There is almost universal agreement among leading experts at top medical institutions –Johns Hopkins, Harvard Medical School, the National Institutes of Health, Scripps and others –that our day-to-day exposure to environmental toxins — through the air we breathe and the chemicals we absorb through our skin — is a major trigger of autoimmune disease.
However, because most toxins are found in trace amounts, it has been difficult to gauge what effect they might be having on our health. Yet both lab animal and occupational studies of human beings provide us with disturbing insights into how even low exposures to chemicals can cause our immune systems to go haywire. For example, mice exposed to common pesticides – at levels four-fold lower than the level set as acceptable for humans by the EPA – are more susceptible to getting lupus than control mice. Mice that absorb low doses of trichloroethylene (TCE) – a chemical used in industrial degreasers, and that can be found in your dry-cleaning, household paint thinners, paint strippers, glues and adhesives – at levels deemed safe by the EPA, and equal to what a factory worker today might encounter, quickly develop autoimmune hepatitis. And low doses of PFOA, a breakdown chemical of Teflon – which can be found in nonstick cookware, car parts, flooring, computer chips, phone cables, Stainmaster carpet guard, upholstery, new clothing (particularly kids’ clothing), grease-resistant French fry boxes, the disposable cup of soup that you warm up in the microwave, and disposable coffee cups like the ones you get at your local coffee shop) — can be found in 96 percent of humans tested for it. In recent studies, immunotoxicologists have been unable to find a dose that didn’t alter the function of immune cells at each major step that the immune system takes in trying to protect us against foreign invaders.
Even tiny doses of BPA, a plastics building block used in everything from safety helmets, dental sealants, baby bottles, and eyeglass lenses to every-day processed food packaging, has been shown to change basic cellular function at levels currently present in blood samples taken from people as well as animals.
Proving an absolute link between chemicals and autoimmune disorders in humans is hardly easy. Researchers can expose rodents to low doses of chemicals and look for signs of autoimmune disease roughly six weeks to three months later. But in humans, a comparable time span between exposure and disease might be forty years. Indeed, lab work in longitudinal studies of people shows us that autoimmune diseases are often long, slow-brewing conditions that can quietly smolder in the body for a decade or more before actual symptoms of disease appear. Moreover, it may be that a combination of exposures rather than any acute single dose at a single time increases one’s risk of autoimmunity, conditions that are hard to replicate in animal studies.
I suspect that on some level we don’t want to face what all this research is telling us. We don’t want proof, because even if we agree that the soup of chemicals we’re all carrying around within us is harmful, what do we do about it? Talking about the autoimmune epidemic is a bit like talking about global warming before the movie An Inconvenient Truth was released. For the longest time, we couldn’t see, or didn’t want to see, that the smallest rise in temperature would melt the polar ice caps. Likewise, we don’t want to know that the ways we’re polluting our environment are also harming our bodies and causing our immune cells to go haywire. In the international medical world, the scientists who study autoimmune disease now call this epidemic “the global warming of women’s health.” Yet the reality that the environment plays a major role in triggering these diseases hasn’t yet trickled down to the rest of the population.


Requirement = Among the entries below, how many lines include the word "Lack"? Reply with only the number.

Stored entries:
————
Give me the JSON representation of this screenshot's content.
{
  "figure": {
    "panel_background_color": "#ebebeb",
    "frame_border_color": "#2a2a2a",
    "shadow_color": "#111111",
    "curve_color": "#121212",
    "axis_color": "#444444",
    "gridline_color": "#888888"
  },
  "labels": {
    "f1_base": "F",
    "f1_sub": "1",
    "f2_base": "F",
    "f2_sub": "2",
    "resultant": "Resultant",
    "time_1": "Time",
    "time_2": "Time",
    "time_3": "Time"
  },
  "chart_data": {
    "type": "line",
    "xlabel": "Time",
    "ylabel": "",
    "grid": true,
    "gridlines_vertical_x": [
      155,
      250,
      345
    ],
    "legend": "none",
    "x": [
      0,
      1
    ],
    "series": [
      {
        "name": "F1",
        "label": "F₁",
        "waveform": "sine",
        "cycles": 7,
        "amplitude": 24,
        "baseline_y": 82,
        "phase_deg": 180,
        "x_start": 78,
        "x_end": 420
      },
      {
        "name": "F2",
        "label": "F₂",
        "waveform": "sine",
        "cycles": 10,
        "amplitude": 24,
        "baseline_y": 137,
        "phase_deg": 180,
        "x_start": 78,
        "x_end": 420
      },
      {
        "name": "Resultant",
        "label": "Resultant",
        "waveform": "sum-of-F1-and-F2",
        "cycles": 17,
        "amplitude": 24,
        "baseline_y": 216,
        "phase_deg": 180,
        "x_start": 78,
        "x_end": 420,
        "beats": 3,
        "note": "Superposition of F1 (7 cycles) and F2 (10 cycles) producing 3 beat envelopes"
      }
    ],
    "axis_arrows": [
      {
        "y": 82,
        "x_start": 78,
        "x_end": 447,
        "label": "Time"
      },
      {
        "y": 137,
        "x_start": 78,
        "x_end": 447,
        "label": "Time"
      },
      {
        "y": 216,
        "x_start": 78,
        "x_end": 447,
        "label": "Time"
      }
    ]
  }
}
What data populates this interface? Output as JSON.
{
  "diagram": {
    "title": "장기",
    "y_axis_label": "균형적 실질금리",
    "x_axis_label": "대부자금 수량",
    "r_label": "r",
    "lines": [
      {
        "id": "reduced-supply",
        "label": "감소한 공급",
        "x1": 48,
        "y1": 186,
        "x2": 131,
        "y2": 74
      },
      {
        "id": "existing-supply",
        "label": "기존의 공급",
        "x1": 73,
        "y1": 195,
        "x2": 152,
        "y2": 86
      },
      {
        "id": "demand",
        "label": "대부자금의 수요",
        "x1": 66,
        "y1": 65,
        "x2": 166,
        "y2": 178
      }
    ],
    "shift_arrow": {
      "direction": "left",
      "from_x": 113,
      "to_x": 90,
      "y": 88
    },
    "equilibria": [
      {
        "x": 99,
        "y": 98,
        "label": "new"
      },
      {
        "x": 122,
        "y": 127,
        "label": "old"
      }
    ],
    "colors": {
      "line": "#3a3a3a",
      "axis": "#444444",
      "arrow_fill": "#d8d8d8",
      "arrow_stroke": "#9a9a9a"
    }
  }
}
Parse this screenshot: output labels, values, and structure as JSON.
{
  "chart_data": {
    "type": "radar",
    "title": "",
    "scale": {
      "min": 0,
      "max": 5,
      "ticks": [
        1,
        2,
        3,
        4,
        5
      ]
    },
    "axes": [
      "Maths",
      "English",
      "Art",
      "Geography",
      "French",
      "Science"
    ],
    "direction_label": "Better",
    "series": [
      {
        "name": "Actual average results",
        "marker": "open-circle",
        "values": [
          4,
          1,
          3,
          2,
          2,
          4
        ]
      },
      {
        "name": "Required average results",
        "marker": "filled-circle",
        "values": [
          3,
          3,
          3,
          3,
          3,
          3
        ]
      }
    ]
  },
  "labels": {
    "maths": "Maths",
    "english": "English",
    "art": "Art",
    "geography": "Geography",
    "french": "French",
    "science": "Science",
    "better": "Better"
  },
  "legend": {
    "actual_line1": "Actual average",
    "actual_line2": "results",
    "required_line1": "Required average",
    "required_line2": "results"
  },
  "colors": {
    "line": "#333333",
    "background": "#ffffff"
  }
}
————
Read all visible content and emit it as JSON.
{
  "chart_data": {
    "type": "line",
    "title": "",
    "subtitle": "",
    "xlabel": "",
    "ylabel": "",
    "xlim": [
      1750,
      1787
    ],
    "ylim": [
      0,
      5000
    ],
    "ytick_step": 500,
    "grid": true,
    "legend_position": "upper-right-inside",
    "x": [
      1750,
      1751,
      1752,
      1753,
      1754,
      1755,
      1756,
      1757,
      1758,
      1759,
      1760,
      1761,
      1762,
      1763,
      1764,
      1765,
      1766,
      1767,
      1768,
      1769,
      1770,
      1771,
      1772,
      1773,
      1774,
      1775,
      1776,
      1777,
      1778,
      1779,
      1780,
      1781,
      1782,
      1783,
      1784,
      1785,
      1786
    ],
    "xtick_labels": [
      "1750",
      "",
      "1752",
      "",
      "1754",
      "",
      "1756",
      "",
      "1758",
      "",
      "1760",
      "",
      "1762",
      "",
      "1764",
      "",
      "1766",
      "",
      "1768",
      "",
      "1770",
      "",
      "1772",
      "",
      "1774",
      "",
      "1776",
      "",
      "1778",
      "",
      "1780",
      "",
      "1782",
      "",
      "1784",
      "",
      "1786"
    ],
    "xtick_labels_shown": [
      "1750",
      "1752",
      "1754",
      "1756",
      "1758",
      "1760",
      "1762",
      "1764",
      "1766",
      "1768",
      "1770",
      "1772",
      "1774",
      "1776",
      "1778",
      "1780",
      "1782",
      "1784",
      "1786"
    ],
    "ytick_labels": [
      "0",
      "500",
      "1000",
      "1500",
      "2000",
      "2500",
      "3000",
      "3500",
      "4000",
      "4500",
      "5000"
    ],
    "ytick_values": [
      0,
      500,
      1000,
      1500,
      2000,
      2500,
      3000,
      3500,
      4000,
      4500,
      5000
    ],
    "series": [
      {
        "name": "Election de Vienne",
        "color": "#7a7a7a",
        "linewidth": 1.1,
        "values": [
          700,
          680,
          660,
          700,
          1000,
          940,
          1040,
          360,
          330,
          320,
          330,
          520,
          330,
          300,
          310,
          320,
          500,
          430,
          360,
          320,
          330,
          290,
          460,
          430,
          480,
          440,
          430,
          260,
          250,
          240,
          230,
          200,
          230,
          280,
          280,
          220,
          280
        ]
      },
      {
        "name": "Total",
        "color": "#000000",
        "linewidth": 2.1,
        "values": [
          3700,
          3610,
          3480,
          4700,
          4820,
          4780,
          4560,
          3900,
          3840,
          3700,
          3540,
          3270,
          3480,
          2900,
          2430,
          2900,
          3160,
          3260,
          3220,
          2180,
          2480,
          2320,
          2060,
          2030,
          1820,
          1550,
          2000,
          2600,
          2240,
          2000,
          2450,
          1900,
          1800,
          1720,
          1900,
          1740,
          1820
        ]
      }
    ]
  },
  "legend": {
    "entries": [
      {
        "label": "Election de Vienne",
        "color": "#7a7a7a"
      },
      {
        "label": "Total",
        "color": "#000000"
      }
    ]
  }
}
————
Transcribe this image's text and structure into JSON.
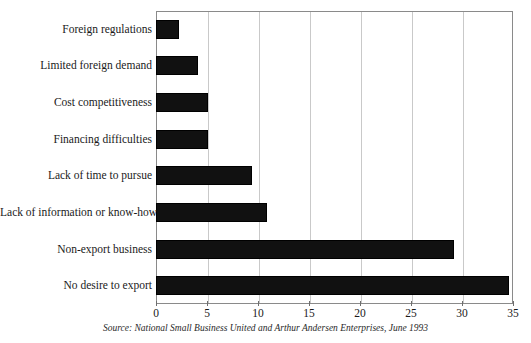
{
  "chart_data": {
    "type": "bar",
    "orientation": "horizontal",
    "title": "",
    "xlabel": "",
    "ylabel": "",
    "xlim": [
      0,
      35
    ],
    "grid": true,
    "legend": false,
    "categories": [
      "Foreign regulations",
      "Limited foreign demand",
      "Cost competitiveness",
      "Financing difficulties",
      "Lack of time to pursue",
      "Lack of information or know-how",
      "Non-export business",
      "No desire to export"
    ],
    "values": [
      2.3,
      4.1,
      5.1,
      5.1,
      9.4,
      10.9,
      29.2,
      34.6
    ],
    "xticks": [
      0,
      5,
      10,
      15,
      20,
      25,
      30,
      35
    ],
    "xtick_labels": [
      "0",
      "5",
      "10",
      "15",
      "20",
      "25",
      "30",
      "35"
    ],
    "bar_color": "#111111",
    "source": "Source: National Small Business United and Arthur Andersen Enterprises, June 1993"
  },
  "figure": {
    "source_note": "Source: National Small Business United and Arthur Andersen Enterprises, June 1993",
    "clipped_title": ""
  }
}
————
Response to this exercise = 2